Stored data entries:
○ ○ ○ ○ ○ ○ ○

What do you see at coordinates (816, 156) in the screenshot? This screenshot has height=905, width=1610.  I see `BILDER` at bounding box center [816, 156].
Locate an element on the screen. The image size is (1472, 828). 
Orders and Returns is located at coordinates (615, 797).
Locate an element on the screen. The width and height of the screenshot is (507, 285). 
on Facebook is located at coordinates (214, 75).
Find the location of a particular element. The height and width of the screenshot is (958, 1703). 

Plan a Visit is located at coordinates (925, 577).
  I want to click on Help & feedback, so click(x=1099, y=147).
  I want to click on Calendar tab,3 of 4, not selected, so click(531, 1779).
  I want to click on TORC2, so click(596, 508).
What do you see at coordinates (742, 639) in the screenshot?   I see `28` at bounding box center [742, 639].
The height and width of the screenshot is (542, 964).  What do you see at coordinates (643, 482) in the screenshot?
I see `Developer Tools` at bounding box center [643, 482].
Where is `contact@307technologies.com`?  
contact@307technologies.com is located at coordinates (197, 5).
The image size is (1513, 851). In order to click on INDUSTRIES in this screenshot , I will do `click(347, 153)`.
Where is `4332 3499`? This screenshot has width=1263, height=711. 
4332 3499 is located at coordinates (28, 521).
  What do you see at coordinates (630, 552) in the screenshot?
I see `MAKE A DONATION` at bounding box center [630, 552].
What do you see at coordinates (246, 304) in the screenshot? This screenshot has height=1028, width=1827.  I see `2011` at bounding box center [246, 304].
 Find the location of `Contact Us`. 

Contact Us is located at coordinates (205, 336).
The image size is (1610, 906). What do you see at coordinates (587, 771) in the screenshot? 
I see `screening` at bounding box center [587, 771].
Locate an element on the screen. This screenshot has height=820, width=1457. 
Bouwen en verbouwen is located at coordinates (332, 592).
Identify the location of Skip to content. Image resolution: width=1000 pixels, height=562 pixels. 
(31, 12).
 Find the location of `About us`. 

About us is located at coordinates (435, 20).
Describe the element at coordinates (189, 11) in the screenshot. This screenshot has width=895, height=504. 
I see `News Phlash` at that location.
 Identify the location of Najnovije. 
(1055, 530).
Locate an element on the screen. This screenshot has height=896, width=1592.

○ ○ ○ ○ ○ ○ ○

* ABOUT THIS EXERCISE
Write out, word for word, the lines from the one containing "has height=820, width=1457." through the end of the records, with no other lines.

* TASK ANSWER
Locate an element on the screen. This screenshot has height=820, width=1457. 
Bouwen en verbouwen is located at coordinates (332, 592).
Identify the location of Skip to content. Image resolution: width=1000 pixels, height=562 pixels. 
(31, 12).
 Find the location of `About us`. 

About us is located at coordinates (435, 20).
Describe the element at coordinates (189, 11) in the screenshot. This screenshot has width=895, height=504. 
I see `News Phlash` at that location.
 Identify the location of Najnovije. 
(1055, 530).
Locate an element on the screen. This screenshot has height=896, width=1592.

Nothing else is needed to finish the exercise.